Open ddribeiro opened 2 months ago

ddribeiro commented 2 months ago

Problem

A Fleet server with MDM features disabled will still run MDM related crons. For example, the mdm_apple_profile_manager cron runs every 30 seconds and the nanodep-syncer cron runs every 30 seconds.

After consulting engineering, I've confirmed this is not a bug and was intentionally designed so that a server restart would not be required to enable MDM features after uploading artifacts through the UI.

Customer: Preference would be to do a one time restart instead of 3 cross running per minute per node. Especially since restarting the server can be done without downtime. The cost of compute, logging, and extra nodes to start add up over time, and makes it harder to find root causes after an issue.

What have you tried?

I tried looking for a configuration option to control whether these MDM related cross run on my Fleet server with MDM features disabled. I did not see any options available to me.

Potential solutions

Fleet could add a server configuration option that would disable MDM related cron jobs from running when MDM features are not enabled. The downside of this is a server restart would be required to completely turn on MDM features. When MDM features are turned on, the MDM crons would run regardless of how the server is configured for this option.

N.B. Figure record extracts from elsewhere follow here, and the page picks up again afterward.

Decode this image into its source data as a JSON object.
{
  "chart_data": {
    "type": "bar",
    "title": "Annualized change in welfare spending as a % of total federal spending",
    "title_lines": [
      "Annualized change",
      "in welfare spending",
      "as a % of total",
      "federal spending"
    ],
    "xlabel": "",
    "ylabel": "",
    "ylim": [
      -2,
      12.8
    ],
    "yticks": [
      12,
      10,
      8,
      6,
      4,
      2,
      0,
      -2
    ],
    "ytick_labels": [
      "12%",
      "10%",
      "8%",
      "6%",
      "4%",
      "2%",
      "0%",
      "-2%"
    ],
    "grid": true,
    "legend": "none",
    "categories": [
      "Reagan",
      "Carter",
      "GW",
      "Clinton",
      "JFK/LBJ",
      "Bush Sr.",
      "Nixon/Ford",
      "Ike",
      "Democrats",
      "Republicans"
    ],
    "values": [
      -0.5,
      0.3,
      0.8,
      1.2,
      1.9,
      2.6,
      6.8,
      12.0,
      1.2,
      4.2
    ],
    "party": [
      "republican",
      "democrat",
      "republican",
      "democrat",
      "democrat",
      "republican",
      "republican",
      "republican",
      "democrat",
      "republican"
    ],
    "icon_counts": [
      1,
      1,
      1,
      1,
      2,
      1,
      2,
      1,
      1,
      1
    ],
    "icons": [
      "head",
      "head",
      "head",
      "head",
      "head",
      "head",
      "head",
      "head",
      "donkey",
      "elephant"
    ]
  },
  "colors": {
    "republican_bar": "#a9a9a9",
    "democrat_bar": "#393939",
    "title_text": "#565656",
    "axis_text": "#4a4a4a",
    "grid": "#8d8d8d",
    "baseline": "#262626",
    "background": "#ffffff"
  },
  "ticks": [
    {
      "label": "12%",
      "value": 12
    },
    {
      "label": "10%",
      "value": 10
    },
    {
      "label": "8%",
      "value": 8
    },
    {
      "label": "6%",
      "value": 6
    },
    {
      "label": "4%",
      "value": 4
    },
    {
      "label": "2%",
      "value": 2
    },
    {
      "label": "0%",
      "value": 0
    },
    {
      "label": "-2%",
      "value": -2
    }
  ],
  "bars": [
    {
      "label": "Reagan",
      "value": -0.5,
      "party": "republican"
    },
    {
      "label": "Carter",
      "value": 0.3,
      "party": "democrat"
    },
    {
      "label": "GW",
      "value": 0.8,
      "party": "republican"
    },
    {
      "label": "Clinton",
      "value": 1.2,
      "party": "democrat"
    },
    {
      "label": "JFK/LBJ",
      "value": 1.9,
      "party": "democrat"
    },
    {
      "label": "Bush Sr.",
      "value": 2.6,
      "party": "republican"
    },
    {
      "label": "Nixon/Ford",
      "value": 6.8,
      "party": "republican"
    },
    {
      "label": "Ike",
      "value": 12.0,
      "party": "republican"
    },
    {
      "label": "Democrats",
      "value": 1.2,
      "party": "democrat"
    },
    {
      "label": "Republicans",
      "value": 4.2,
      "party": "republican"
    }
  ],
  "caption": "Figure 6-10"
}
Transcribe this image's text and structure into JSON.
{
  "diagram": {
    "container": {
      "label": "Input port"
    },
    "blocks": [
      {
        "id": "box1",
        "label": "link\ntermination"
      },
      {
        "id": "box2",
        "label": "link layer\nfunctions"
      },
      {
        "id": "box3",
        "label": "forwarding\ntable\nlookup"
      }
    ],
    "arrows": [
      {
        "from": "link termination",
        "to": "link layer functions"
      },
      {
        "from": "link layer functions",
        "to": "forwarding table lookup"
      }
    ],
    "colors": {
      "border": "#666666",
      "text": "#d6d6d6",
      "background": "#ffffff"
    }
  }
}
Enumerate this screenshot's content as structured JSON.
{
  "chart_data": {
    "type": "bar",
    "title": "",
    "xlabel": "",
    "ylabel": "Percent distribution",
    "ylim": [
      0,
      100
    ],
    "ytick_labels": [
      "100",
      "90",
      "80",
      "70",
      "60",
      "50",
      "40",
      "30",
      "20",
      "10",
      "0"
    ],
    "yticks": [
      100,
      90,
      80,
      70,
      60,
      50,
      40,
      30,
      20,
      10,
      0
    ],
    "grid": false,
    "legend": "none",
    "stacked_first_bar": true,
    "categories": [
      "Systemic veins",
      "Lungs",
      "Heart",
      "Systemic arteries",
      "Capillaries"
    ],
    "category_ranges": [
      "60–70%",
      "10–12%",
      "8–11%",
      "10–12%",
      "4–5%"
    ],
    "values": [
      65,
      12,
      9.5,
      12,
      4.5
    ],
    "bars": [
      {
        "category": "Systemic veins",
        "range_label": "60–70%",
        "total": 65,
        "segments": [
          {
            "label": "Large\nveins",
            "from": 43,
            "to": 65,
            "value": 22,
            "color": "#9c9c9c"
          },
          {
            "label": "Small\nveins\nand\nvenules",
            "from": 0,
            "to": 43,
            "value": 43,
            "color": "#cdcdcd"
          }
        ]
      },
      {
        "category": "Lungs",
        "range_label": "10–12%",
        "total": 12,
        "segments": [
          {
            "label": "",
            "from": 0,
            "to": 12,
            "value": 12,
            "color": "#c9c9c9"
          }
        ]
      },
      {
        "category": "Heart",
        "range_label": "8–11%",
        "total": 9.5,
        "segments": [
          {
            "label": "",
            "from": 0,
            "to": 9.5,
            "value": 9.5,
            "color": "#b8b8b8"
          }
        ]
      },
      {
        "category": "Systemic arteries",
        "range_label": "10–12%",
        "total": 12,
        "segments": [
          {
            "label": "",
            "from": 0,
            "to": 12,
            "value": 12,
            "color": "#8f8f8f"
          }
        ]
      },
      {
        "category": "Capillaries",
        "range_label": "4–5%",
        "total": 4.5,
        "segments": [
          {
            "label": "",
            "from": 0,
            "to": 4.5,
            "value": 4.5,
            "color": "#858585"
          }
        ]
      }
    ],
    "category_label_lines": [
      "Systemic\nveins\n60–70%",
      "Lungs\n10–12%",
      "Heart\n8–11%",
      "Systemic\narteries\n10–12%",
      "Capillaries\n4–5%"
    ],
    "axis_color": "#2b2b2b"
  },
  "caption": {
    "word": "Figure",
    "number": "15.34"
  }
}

What is the expected workflow as a result of your proposal?

If this proposed solution was implemented and I didn't want MDM related crons to run on my Fleet server, I could go into my server configuration file and edit it to disable them. This would reduce logging for features not being used and save on cost of compute over time.
JoStableford commented 2 months ago

Related to a Slack conversation

noahtalerman commented 2 months ago

A Fleet server with MDM features disabled will still run MDM related crons. For example, the mdm_apple_profile_manager cron runs every 30 seconds and the nanodep-syncer cron runs every 30 seconds.

After consulting engineering, I've confirmed this is not a bug and was intentionally designed so that a server restart would not be required to enable MDM features after uploading artifacts through the UI.

Hey @roperzh is there a way we could make this more efficient for everyone?

Could we only run the crons if UI is turned on? (IT admin uploads APNs/ABM keys)

cc @ddribeiro

roperzh commented 2 months ago

@noahtalerman not easily with the way Fleet works today: crons are defined when the Fleet server starts and there's no way to add new crons.

Because certificates can be uploaded in the UI now, after the server is started, we need to keep running those in the background.

I want to note that if you don't have MDM configured, those are a noop, and extremely light functions. Have customers complained about CPU or memory usage from the crons? or are they bothered by the existence of the logs?

noahtalerman commented 2 months ago

Have customers complained about CPU or memory usage from the crons? or are they bothered by the existence of the logs?

@roperzh, looking at the end of the issue description, it seems like customers have brought up both.

@ddribeiro do you know how much extra use and how many extra logs they're seeing?

roperzh commented 2 months ago

@noahtalerman @ddribeiro it would be nice to confirm if they are actually seeing a performance impact or worried about it (which makes sense either way)

all MDM crons do this check before doing anything, which is cached in memory, so unless something unexpected is happening we shouldn't be consuming a significant number of resources:

https://github.com/fleetdm/fleet/blob/f8ab6d2fbdc7dc4b4963c7918c3beb37e571713c/cmd/fleet/cron.go#L1058-L1065

would it be enough to just reduce the logging?

noahtalerman commented 2 months ago

all MDM crons do this check before doing anything, which is cached in memory, so unless something unexpected is happening we shouldn't be consuming a significant number of resources

Thanks @roperzh! FYI @ddribeiro

Roberto, I learned from Dale that this isn't causing a huge amount of pain (performance costs or logs) so I think we can come back to it later.

It does make sense as a future optimization and it's a great point raised by the customer.